Categorized | News

Ham radio operators serve during emergencies

Vincent d’Eon was in a board meeting 10 years ago when word came that High River had flooded.

d’Eon mobilized 55 other ham radio operators to provide communications around the clock for the next 72 hours.

“We were the people keeping the Town of High River operations in touch with evacuation halls and the provincial government,” d’Eon said.

“They had lost all the convential communications. The town radios did not work, all cell services were down in town, all Internet was down.”

d’Eon said every emergency management official knows to use ham radio when conventional communication fails.

The ham radio operators responded quickly to High River’s emergency in 2013.

“It was quite a task for 72 hours,” d’Eon said.

That’s the kind of invaluable service ham radio operators, or “hams” as they refer to themselves, provide in emergencies.

Vincent d’Eon

Last weekend members of the Southern Alberta Amateur Radio Club gathered at the Lions Campground north of Fort Macleod for a field day.

As part of field day, the club’s ham radio operators, who came from Lethbridge, Calgary, Medicine Hat, Okotoks and other centres, were charged with making as many contracts with people around the world as possible in a 24-hour period.

“The reason we do this is to rehearse and see how prepared we can be in an emergency,” d’Eon said.

The field day simulates a major disaster or emergency, when ham radio operators go to remote locations to provide communications when phones and computers fail.

“You look around and you think to yourself well here’s a rag tag bunch of guys,” d’Eon said. “Yeah, we’re all hobbyists, but at the end of the day there’s decades and decades of experience in the people here who understand how to get a message form Point A to Point B.”

It was another Alberta emergency that got Cory Martin, who had a CB radio as a youth, to become a ham radio operator.

Martin, who is blind, was working for AMA Insurance when a wildfire ravaged Fort McMurray.

“I found out how devastating it was,” Martin said. “We couldn’t reach some clients. The phones didn’t always work.”

“That kind of put me back onto the idea that if there’s ever an emergency, as a blind person, what use am I to anyone? So I got into this.”

“I always kind of wanted to get a ham radio licence and of course now the technology is better. I can control all of this with a computer and it’s all accessible to me.”

Martin contacted the Southern Alberta Amateur Radio Club in 2017, took a course and got his ham radio licence. He’s now the club president.

In addition to providing service to others in an emergency, hams derive much pleasure from their hobby.

“There’s an allure to it,” Martin said. “It’s almost like going fishing. You don’t know what you’re going to get, you don’t know who you’re going to talk to.”

The hobby also appeals to people who like gear and electronics. You can buy a basic radio but the sky is the limit to expanding.

Southern Alberta Amateur Radio Club director Gary Wheeler said as many as 50 ham radio operators could visit the campground over the weekend.

Gary Wheeler’s mobile ham radio centre in the cab of his pickup.

Hams come from all walks of life. d’Eon is an IT senior project manager and other listed such professions as welder, salesman, farmer and engineer. Wheeler knows a doctor who is a ham.

Twelve hams were camping at Lions Campground, an increase from four last year at Milk River.

The field day, which included a tailgate flea market, pizza party and pancake breakfast, also marked the 100th anniversary of field day.

Wheeler said field day is a chance for the public to talk to ham radio operators and learn more about the craft.

Some people are immediately hooked.

“Hopefully this year we add another ham,” Wheeler said.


→ DESCRIPTION OF THE TASK
When you spot the word "oyster" in a line of the data below, copy that line.

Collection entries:
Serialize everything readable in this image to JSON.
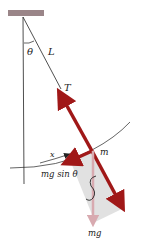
{
  "diagram": {
    "labels": {
      "theta": "θ",
      "length": "L",
      "tension": "T",
      "mass": "m",
      "displacement": "x",
      "restoring": "mg sin θ",
      "weight": "mg"
    },
    "colors": {
      "support": "#9a8588",
      "arrow": "#a01818",
      "weight_arrow": "#d8aab0",
      "shade": "#dcdcdc",
      "line": "#222222"
    }
  }
}
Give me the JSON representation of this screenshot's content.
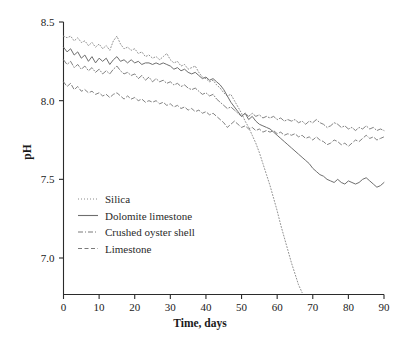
{
  "chart_data": {
    "type": "line",
    "title": "",
    "xlabel": "Time, days",
    "ylabel": "pH",
    "xlim": [
      0,
      90
    ],
    "ylim": [
      6.75,
      8.5
    ],
    "xticks": [
      0,
      10,
      20,
      30,
      40,
      50,
      60,
      70,
      80,
      90
    ],
    "yticks": [
      7.0,
      7.5,
      8.0,
      8.5
    ],
    "xticklabels": [
      "0",
      "10",
      "20",
      "30",
      "40",
      "50",
      "60",
      "70",
      "80",
      "90"
    ],
    "yticklabels": [
      "7.0",
      "7.5",
      "8.0",
      "8.5"
    ],
    "grid": false,
    "legend_position": "lower-left-inside",
    "series": [
      {
        "name": "Silica",
        "style": "dotted",
        "color": "#8a8a8a",
        "x": [
          0,
          1,
          2,
          3,
          4,
          5,
          6,
          7,
          8,
          9,
          10,
          11,
          12,
          13,
          14,
          15,
          16,
          17,
          18,
          19,
          20,
          21,
          22,
          23,
          24,
          25,
          26,
          27,
          28,
          29,
          30,
          31,
          32,
          33,
          34,
          35,
          36,
          37,
          38,
          39,
          40,
          41,
          42,
          43,
          44,
          45,
          46,
          47,
          48,
          49,
          50,
          51,
          52,
          53,
          54,
          55,
          56,
          57,
          58,
          59,
          60,
          61,
          62,
          63,
          64,
          65,
          66,
          67
        ],
        "y": [
          8.41,
          8.4,
          8.41,
          8.38,
          8.4,
          8.37,
          8.38,
          8.35,
          8.37,
          8.34,
          8.36,
          8.33,
          8.35,
          8.32,
          8.38,
          8.41,
          8.36,
          8.33,
          8.34,
          8.32,
          8.33,
          8.3,
          8.31,
          8.28,
          8.29,
          8.27,
          8.28,
          8.26,
          8.28,
          8.3,
          8.26,
          8.24,
          8.25,
          8.22,
          8.23,
          8.2,
          8.21,
          8.22,
          8.18,
          8.15,
          8.14,
          8.12,
          8.13,
          8.1,
          8.08,
          8.05,
          8.03,
          8.04,
          8.0,
          7.96,
          7.92,
          7.87,
          7.83,
          7.78,
          7.73,
          7.67,
          7.6,
          7.53,
          7.46,
          7.38,
          7.3,
          7.21,
          7.13,
          7.05,
          6.97,
          6.9,
          6.83,
          6.78
        ]
      },
      {
        "name": "Dolomite limestone",
        "style": "solid",
        "color": "#6e6e6e",
        "x": [
          0,
          1,
          2,
          3,
          4,
          5,
          6,
          7,
          8,
          9,
          10,
          11,
          12,
          13,
          14,
          15,
          16,
          17,
          18,
          19,
          20,
          21,
          22,
          23,
          24,
          25,
          26,
          27,
          28,
          29,
          30,
          31,
          32,
          33,
          34,
          35,
          36,
          37,
          38,
          39,
          40,
          41,
          42,
          43,
          44,
          45,
          46,
          47,
          48,
          49,
          50,
          51,
          52,
          53,
          54,
          55,
          56,
          57,
          58,
          59,
          60,
          61,
          62,
          63,
          64,
          65,
          66,
          67,
          68,
          69,
          70,
          71,
          72,
          73,
          74,
          75,
          76,
          77,
          78,
          79,
          80,
          81,
          82,
          83,
          84,
          85,
          86,
          87,
          88,
          89,
          90
        ],
        "y": [
          8.34,
          8.31,
          8.33,
          8.29,
          8.31,
          8.27,
          8.29,
          8.25,
          8.28,
          8.24,
          8.27,
          8.25,
          8.27,
          8.23,
          8.26,
          8.28,
          8.25,
          8.26,
          8.24,
          8.26,
          8.24,
          8.25,
          8.23,
          8.24,
          8.24,
          8.23,
          8.24,
          8.23,
          8.24,
          8.23,
          8.22,
          8.2,
          8.21,
          8.19,
          8.2,
          8.18,
          8.17,
          8.18,
          8.16,
          8.14,
          8.15,
          8.13,
          8.14,
          8.12,
          8.1,
          8.07,
          8.03,
          7.99,
          7.96,
          7.93,
          7.9,
          7.92,
          7.88,
          7.9,
          7.87,
          7.85,
          7.84,
          7.83,
          7.82,
          7.8,
          7.78,
          7.76,
          7.74,
          7.72,
          7.7,
          7.68,
          7.66,
          7.64,
          7.62,
          7.6,
          7.57,
          7.55,
          7.53,
          7.52,
          7.5,
          7.49,
          7.48,
          7.5,
          7.48,
          7.47,
          7.49,
          7.48,
          7.47,
          7.48,
          7.5,
          7.51,
          7.49,
          7.47,
          7.45,
          7.46,
          7.48
        ]
      },
      {
        "name": "Crushed oyster shell",
        "style": "dashdot",
        "color": "#7a7a7a",
        "x": [
          0,
          1,
          2,
          3,
          4,
          5,
          6,
          7,
          8,
          9,
          10,
          11,
          12,
          13,
          14,
          15,
          16,
          17,
          18,
          19,
          20,
          21,
          22,
          23,
          24,
          25,
          26,
          27,
          28,
          29,
          30,
          31,
          32,
          33,
          34,
          35,
          36,
          37,
          38,
          39,
          40,
          41,
          42,
          43,
          44,
          45,
          46,
          47,
          48,
          49,
          50,
          51,
          52,
          53,
          54,
          55,
          56,
          57,
          58,
          59,
          60,
          61,
          62,
          63,
          64,
          65,
          66,
          67,
          68,
          69,
          70,
          71,
          72,
          73,
          74,
          75,
          76,
          77,
          78,
          79,
          80,
          81,
          82,
          83,
          84,
          85,
          86,
          87,
          88,
          89,
          90
        ],
        "y": [
          8.26,
          8.23,
          8.25,
          8.21,
          8.23,
          8.2,
          8.22,
          8.19,
          8.21,
          8.18,
          8.2,
          8.17,
          8.19,
          8.17,
          8.2,
          8.22,
          8.19,
          8.17,
          8.18,
          8.16,
          8.17,
          8.14,
          8.16,
          8.13,
          8.15,
          8.12,
          8.14,
          8.12,
          8.13,
          8.11,
          8.12,
          8.1,
          8.11,
          8.09,
          8.1,
          8.08,
          8.07,
          8.08,
          8.06,
          8.04,
          8.05,
          8.03,
          8.04,
          8.01,
          7.99,
          7.97,
          7.95,
          7.96,
          7.94,
          7.92,
          7.9,
          7.92,
          7.9,
          7.92,
          7.9,
          7.91,
          7.89,
          7.9,
          7.89,
          7.9,
          7.88,
          7.89,
          7.87,
          7.88,
          7.87,
          7.88,
          7.86,
          7.87,
          7.85,
          7.87,
          7.86,
          7.88,
          7.86,
          7.85,
          7.83,
          7.84,
          7.86,
          7.85,
          7.83,
          7.84,
          7.82,
          7.83,
          7.81,
          7.83,
          7.82,
          7.84,
          7.82,
          7.83,
          7.81,
          7.82,
          7.81
        ]
      },
      {
        "name": "Limestone",
        "style": "dashed",
        "color": "#7a7a7a",
        "x": [
          0,
          1,
          2,
          3,
          4,
          5,
          6,
          7,
          8,
          9,
          10,
          11,
          12,
          13,
          14,
          15,
          16,
          17,
          18,
          19,
          20,
          21,
          22,
          23,
          24,
          25,
          26,
          27,
          28,
          29,
          30,
          31,
          32,
          33,
          34,
          35,
          36,
          37,
          38,
          39,
          40,
          41,
          42,
          43,
          44,
          45,
          46,
          47,
          48,
          49,
          50,
          51,
          52,
          53,
          54,
          55,
          56,
          57,
          58,
          59,
          60,
          61,
          62,
          63,
          64,
          65,
          66,
          67,
          68,
          69,
          70,
          71,
          72,
          73,
          74,
          75,
          76,
          77,
          78,
          79,
          80,
          81,
          82,
          83,
          84,
          85,
          86,
          87,
          88,
          89,
          90
        ],
        "y": [
          8.12,
          8.09,
          8.11,
          8.07,
          8.09,
          8.06,
          8.07,
          8.05,
          8.06,
          8.04,
          8.05,
          8.03,
          8.04,
          8.02,
          8.04,
          8.05,
          8.03,
          8.01,
          8.03,
          8.01,
          8.02,
          8.0,
          8.01,
          7.99,
          8.0,
          7.99,
          8.0,
          7.98,
          7.99,
          7.97,
          7.98,
          7.96,
          7.97,
          7.95,
          7.96,
          7.94,
          7.95,
          7.93,
          7.94,
          7.92,
          7.93,
          7.91,
          7.92,
          7.9,
          7.88,
          7.86,
          7.83,
          7.85,
          7.87,
          7.85,
          7.83,
          7.84,
          7.82,
          7.83,
          7.81,
          7.82,
          7.8,
          7.81,
          7.8,
          7.81,
          7.79,
          7.8,
          7.78,
          7.79,
          7.78,
          7.79,
          7.77,
          7.78,
          7.76,
          7.77,
          7.75,
          7.77,
          7.75,
          7.74,
          7.72,
          7.73,
          7.75,
          7.74,
          7.72,
          7.73,
          7.71,
          7.73,
          7.75,
          7.74,
          7.76,
          7.78,
          7.76,
          7.77,
          7.75,
          7.76,
          7.77
        ]
      }
    ],
    "legend": [
      {
        "label": "Silica",
        "style": "dotted"
      },
      {
        "label": "Dolomite limestone",
        "style": "solid"
      },
      {
        "label": "Crushed oyster shell",
        "style": "dashdot"
      },
      {
        "label": "Limestone",
        "style": "dashed"
      }
    ]
  },
  "colors": {
    "axis": "#2b2b2b",
    "background": "#ffffff",
    "text": "#1a1a1a"
  }
}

→ ANSWER SECTION
        "name": "Crushed oyster shell",
        "label": "Crushed oyster shell",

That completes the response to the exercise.